Earth's past is littered with the mysterious and unexplained: the pyramids, Easter Island, Stonehenge, dinosaurs, and the list goes on and on as science looks for clues to decipher these puzzles. One such mystery surrounds the now-extinct creature called the woolly mammoth. Author and meteorologist Michael Oard has studied the mammoth and its equally mysterious time period, the Ice Age, for many years and has come to some fascinating conclusions to help lift the fog engulfing the facts. Some of the questions he addresses include: What would cause the summer temperatures of the northern United States and European to plummet more than 50 degrees Fahrenheit? Why did mammoths become extinct across the entire earth at the same time as many other large mammals? Why are the mammoth carcasses found generally in standing positions? How could large lakes exist in what are today very dry, desert-like places? What was the source of the abnormal of moisture necessary for heavy snow? What caused the cold summer temperatures and heavy snowfall to persist for hundreds of years? In logical progression many other Ice Age topics are explained including super Ice Age floods, ice cores, man in the Ice Age, and the number of ice ages. This is one of the most difficult eras in geological history for a uniformitarian scientist (one who believes the earth evolved by slow processes over millions of years) to explain, simply because long ages of evolution cannot explain it. Provided here are plausible explanations of the seemingly unsolvable mysterious about the Ice Age and the woolly mammoths - Frozen in Time.

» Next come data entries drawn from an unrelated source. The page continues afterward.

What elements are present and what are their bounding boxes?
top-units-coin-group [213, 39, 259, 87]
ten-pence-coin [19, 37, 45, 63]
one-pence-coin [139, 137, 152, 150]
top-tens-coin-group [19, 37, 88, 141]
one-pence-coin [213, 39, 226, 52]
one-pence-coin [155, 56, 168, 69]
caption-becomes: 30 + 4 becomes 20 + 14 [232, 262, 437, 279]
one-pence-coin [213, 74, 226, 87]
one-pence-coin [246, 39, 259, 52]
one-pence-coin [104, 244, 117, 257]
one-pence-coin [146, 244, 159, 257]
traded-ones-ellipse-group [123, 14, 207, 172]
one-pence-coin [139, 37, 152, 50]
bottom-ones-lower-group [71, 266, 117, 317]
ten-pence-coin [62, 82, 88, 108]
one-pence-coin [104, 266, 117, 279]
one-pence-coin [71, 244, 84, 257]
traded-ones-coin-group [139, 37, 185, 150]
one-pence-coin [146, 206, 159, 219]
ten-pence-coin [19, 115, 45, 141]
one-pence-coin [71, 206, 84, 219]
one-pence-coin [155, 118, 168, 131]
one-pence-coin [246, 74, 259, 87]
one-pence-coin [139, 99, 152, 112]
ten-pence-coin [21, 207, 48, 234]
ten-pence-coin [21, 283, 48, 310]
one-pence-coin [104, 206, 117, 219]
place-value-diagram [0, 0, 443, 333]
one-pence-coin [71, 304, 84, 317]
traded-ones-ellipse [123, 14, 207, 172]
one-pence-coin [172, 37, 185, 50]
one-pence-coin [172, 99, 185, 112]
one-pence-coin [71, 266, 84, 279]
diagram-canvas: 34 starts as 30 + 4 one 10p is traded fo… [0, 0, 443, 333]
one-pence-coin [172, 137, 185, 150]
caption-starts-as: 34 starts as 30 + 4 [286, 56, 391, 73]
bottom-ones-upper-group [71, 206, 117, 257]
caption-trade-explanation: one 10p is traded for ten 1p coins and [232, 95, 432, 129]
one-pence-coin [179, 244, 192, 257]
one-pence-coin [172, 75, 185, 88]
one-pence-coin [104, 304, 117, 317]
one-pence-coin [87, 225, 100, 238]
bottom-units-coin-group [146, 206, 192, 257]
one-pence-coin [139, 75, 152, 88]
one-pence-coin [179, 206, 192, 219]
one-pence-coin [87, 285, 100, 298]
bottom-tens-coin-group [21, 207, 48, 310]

Frozen in Time tells the story of these crashes and the fate of the survivors, bringing vividly to life their battle to endure 148 days of the brutal Arctic winter, until an expedition headed by famed Arctic explorer Bernt Balchen brought ...

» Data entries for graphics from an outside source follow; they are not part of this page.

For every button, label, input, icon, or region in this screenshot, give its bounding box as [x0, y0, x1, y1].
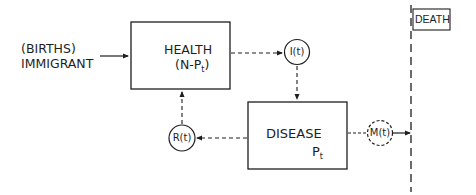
- disease-title: DISEASE: [266, 126, 323, 141]
- recovery-label: R(t): [169, 132, 195, 144]
- death-label: DEATH: [415, 12, 450, 27]
- disease-symbol: Pt: [266, 144, 323, 161]
- incidence-label: I(t): [284, 46, 310, 58]
- source-line2: IMMIGRANT: [21, 56, 93, 71]
- health-title: HEALTH: [164, 42, 212, 57]
- source-label: (BIRTHS) IMMIGRANT: [21, 41, 93, 71]
- source-line1: (BIRTHS): [21, 41, 93, 56]
- disease-label: DISEASE Pt: [266, 126, 323, 161]
- mortality-label: M(t): [367, 127, 393, 139]
- health-label: HEALTH (N-Pt): [164, 42, 212, 74]
- diagram-canvas: [0, 0, 476, 195]
- health-formula: (N-Pt): [164, 57, 212, 74]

Ben and Rachel can't believe their eyes when they find a hidden underground vault at the bottom of their garden.
This story takes place in the final days of what now seems like an antique era, when the world was black and white, when figure skating was not a well-publicized sport.
Welton B and ZinsmeisterWJ (1980) Eocene neoselachians from the La Meseta Formation, Seymour Island, Antarctic Peninsula. Contributions in Science, Natural History Museum of Los Angeles County 329, 1–10. White EI (1968) Devonian fishes ...
What sets this book apart from others is the unique commitment to an outline writing style wherein educational information is presented in brief sections that are readily digested.
A young reader's adaptation of the author's adult biography, Birdseye: The Adventures of a Curious Man, describes the innovations that helped Clarence Birdseye revolutionize the frozen food industry and start the company that still bears ...
Tells the story of the discovery of Lyuba, a perfectly preserved baby mammoth discovered along a river in Siberia 31,000 years after her birth, and offers a glimpse into her prehistoric world.
The book recalls the exploits of characters such as Wren Blair, the firebrand ex-scout who would become the team’s first coach and general manager, and owner Norm Green, the man who moved the team to Texas in 1993, making him one of the ...
Frozen in Time tells the story of these crashes and the fate of the survivors, bringing vividly to life their battle to endure 148 days of the brutal Arctic winter, until an expedition headed by famed Arctic explorer Bernt Balchen brought ...
This book, a previously unpublished revision of Siemon W. Muller's classic work on engineering and permafrost, offers an advanced and unusually comprehensive treatment of permafrost science and associated engineering problems.